To be sure, there are not just a handful of players in the game. Pakistan, Afghanistan, Iran, China, Russia, Saudi Arabia and the other Gulf states claim a stake because they comprise the wider region. Beyond this are the global powers — most prominently the US — that continue to demand a place at the main negotiating table. If there’s to be some kind of durable peace in Afghanistan and the region, a regional consensus will have to be forged, regardless of Washington’s preferred end result. This is why we ought to move beyond our obsession with strategic conflict and start imagining strategic cooperation.

The government would argue that it has done exactly that by engaging China immediately after coming to power. But that is neither here nor there. China has never been regional public enemy number one. That mantle has always belonged to India, with Afghanistan a close second.

Sadly little has changed on that front. Our establishment and its ideologues still view every sign of cooperation between our two immediate neighbours as a conspiracy against Pakistan. We are also not comfortable with Iran, which has an influential role to play both in Afghanistan and the region more generally. There was a suggestion that the gas pipeline project would help turn over a new leaf in relations with Iran and India, but that initiative appears to be dead in the water.

At the end of the day, our closest allies in the region remain the Sunni supremacist states in the Gulf. Notwithstanding the destructive role that our Muslim brethren have played in fomenting bigotry and violence within Pakistani society, our trust in them has not wavered, and is unlikely to in the near future.

For their part, none of these states, least of all the Gulf kingdoms, have yet to take the lead in generating a regional consensus, for Afghanistan or more generally. Hamid Karzai’s recent rants against Washington suggest that contemporary alliances are hardly to be taken for granted either.
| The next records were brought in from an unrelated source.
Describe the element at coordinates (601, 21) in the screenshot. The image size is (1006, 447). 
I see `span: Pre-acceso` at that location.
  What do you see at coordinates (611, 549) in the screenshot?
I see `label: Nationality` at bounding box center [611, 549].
All this suggests that the ‘Great Game’ is alive and well. Chances are that things will get even more gory and desperate for the millions caught in the crossfire before anything gets better. And all states who act in the name of these people will continue insisting that their strategic initiatives are in the ‘greater national interest’.

Yet we cannot obsess about others. Those struggling for the cause of regional — and by extension internal — peace in this country must continue to wage the battle against a myopic military establishment that seeks to drum up nationalistic frenzy at every available opportunity. Such a policy can only be the source of more proxy wars, palace intrigues, and perhaps most importantly, social discord within Pakistan.
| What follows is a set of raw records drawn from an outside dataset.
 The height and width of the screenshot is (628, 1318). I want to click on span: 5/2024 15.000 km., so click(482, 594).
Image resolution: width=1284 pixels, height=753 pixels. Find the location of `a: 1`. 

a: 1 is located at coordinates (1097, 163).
Resisting this policy — whether it’s called strategic depth or anything else — is an uphill battle because there is no obvious blueprint for peace. Meanwhile influential political and intellectual constituencies simply do not tolerate any affront to monolithic Pakistani nationalism. But regardless of the constraints, all progressives must come together and take on this fight. The game has already gone on too long.

The writer teaches at Quaid-i-Azam University, Islamabad.